April 2016 – Edition#14
Trying out ‘bee-belts’ to reduce weeds and increase pollination
“We’re hoping that beneficial insects attracted by the bee-belts might displace or outcompete undesirable insects,” Ali said. (This is a practice called integrated pest management.) Native plantings can also reduce the impact of weeds. “The most important thing we’ll be looking for is whether a bee-belt increases the onfarm population of valuable pollinator insects and increases crop yields.”

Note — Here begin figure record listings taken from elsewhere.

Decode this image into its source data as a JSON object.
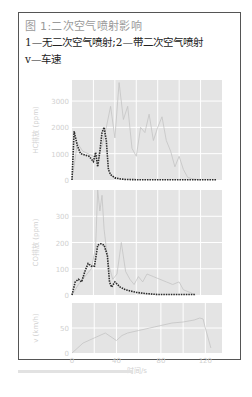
{
  "caption": {
    "title": "图 1:二次空气喷射影响",
    "legend_line1": "1—无二次空气喷射;2—带二次空气喷射",
    "legend_line2": "v—车速"
  },
  "colors": {
    "panel_bg": "#e4e4e4",
    "grid": "#ffffff",
    "series_1": "#c4c4c4",
    "series_2": "#2a2a2a",
    "axis_text": "#d0d0d0"
  },
  "chart_data": [
    {
      "type": "line",
      "panel": "top",
      "ylabel": "HC排放 (ppm)",
      "yticks": [
        0,
        1000,
        2000,
        3000
      ],
      "ylim": [
        0,
        3800
      ],
      "xlim": [
        0,
        140
      ],
      "grid": true,
      "series": [
        {
          "name": "1",
          "style": "solid-light",
          "x": [
            0,
            5,
            10,
            15,
            20,
            25,
            28,
            32,
            36,
            40,
            44,
            48,
            52,
            56,
            60,
            64,
            68,
            72,
            76,
            80,
            84,
            88,
            92,
            96,
            100,
            104,
            108,
            112,
            120
          ],
          "y": [
            0,
            1400,
            1100,
            1000,
            900,
            950,
            1300,
            2000,
            2800,
            1600,
            3700,
            2300,
            2800,
            1200,
            900,
            2000,
            1800,
            2500,
            1500,
            2000,
            2400,
            1500,
            1100,
            500,
            900,
            400,
            100,
            50,
            0
          ]
        },
        {
          "name": "2",
          "style": "dotted-dark",
          "x": [
            0,
            2,
            5,
            8,
            12,
            16,
            20,
            22,
            24,
            26,
            28,
            30,
            32,
            34,
            36,
            40,
            45,
            50,
            60,
            80,
            100,
            120,
            135
          ],
          "y": [
            0,
            1850,
            1300,
            1000,
            950,
            900,
            700,
            1050,
            500,
            1100,
            1800,
            2000,
            1500,
            400,
            200,
            80,
            40,
            20,
            10,
            10,
            10,
            10,
            10
          ]
        }
      ]
    },
    {
      "type": "line",
      "panel": "middle",
      "ylabel": "CO排放 (ppm)",
      "yticks": [
        0,
        100,
        200,
        300
      ],
      "ylim": [
        0,
        400
      ],
      "xlim": [
        0,
        140
      ],
      "grid": true,
      "series": [
        {
          "name": "1",
          "style": "solid-light",
          "x": [
            0,
            6,
            10,
            14,
            18,
            22,
            24,
            26,
            28,
            30,
            32,
            34,
            38,
            42,
            46,
            50,
            54,
            58,
            62,
            66,
            70,
            76,
            82,
            88,
            94,
            100,
            104,
            110,
            115
          ],
          "y": [
            0,
            40,
            60,
            80,
            100,
            180,
            400,
            320,
            380,
            250,
            180,
            120,
            60,
            80,
            200,
            90,
            60,
            40,
            70,
            50,
            80,
            70,
            60,
            50,
            40,
            50,
            20,
            10,
            0
          ]
        },
        {
          "name": "2",
          "style": "dotted-dark",
          "x": [
            0,
            3,
            6,
            9,
            12,
            15,
            18,
            21,
            24,
            27,
            30,
            33,
            35,
            37,
            40,
            45,
            50,
            55,
            60,
            70,
            80,
            90,
            100,
            110,
            115
          ],
          "y": [
            0,
            50,
            60,
            50,
            90,
            120,
            110,
            110,
            190,
            195,
            190,
            150,
            50,
            30,
            50,
            30,
            20,
            15,
            10,
            5,
            2,
            2,
            2,
            2,
            2
          ]
        }
      ]
    },
    {
      "type": "line",
      "panel": "bottom",
      "ylabel": "v (km/h)",
      "yticks": [
        0,
        50
      ],
      "ylim": [
        0,
        100
      ],
      "xlabel": "时间/s",
      "xticks": [
        0,
        40,
        80,
        120
      ],
      "xlim": [
        0,
        135
      ],
      "grid": true,
      "series": [
        {
          "name": "v",
          "style": "solid-light",
          "x": [
            0,
            5,
            10,
            20,
            30,
            40,
            45,
            50,
            60,
            70,
            80,
            90,
            100,
            110,
            115,
            118,
            120,
            125
          ],
          "y": [
            0,
            10,
            20,
            30,
            40,
            25,
            35,
            40,
            45,
            50,
            55,
            60,
            62,
            66,
            70,
            68,
            50,
            10
          ]
        }
      ]
    }
  ]
}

Abandoned fence-lines can often become weed-infested problem areas, but collaboration between Botanical Resources Australia (BRA) and Cradle Coast NRM hopes to show how these can instead be useful and attractive bee attractors. “We’ve nicknamed this idea for productive buffer-zones, ‘bee-belts’,” said Ali Dugand, who works as a field officer for BRA. “We’re currently trying the idea at Ellermere Farm, which is a commercial farming area that’s been intensively cropped,” Ali said. This study will plant bee-belts along abandoned fence-lines, choosing species that grow to less than three metres high, to attract many species of native Tasmanian bees. It will also try bee-belts as natural buffers of about five metres from the high water mark fenced so stock can’t get in.
“At the moment we’re talking to a local plant supplier to collect and propagate species that are native to North-West Tasmania, which have the white, cream, yellow or blue flowers that bees can see. “Over the next three months we’ll set insect traps and monitor to see what’s already living in the study area. We’ll then design the bee-belt habitat. “After three passes of weed control we’ll deep rip and then plant around 1500 of our locally propagated species in May 2016.” Ali said he had spoken with many growers keen to install bee-belts. “They can see it is a very cheap option to improve current weed infested fence lines and also assist in boosting pollination,” he said. “Some reports suggest a 10% increase has been attributed to bees, most of which are smaller native (stingless) bees.”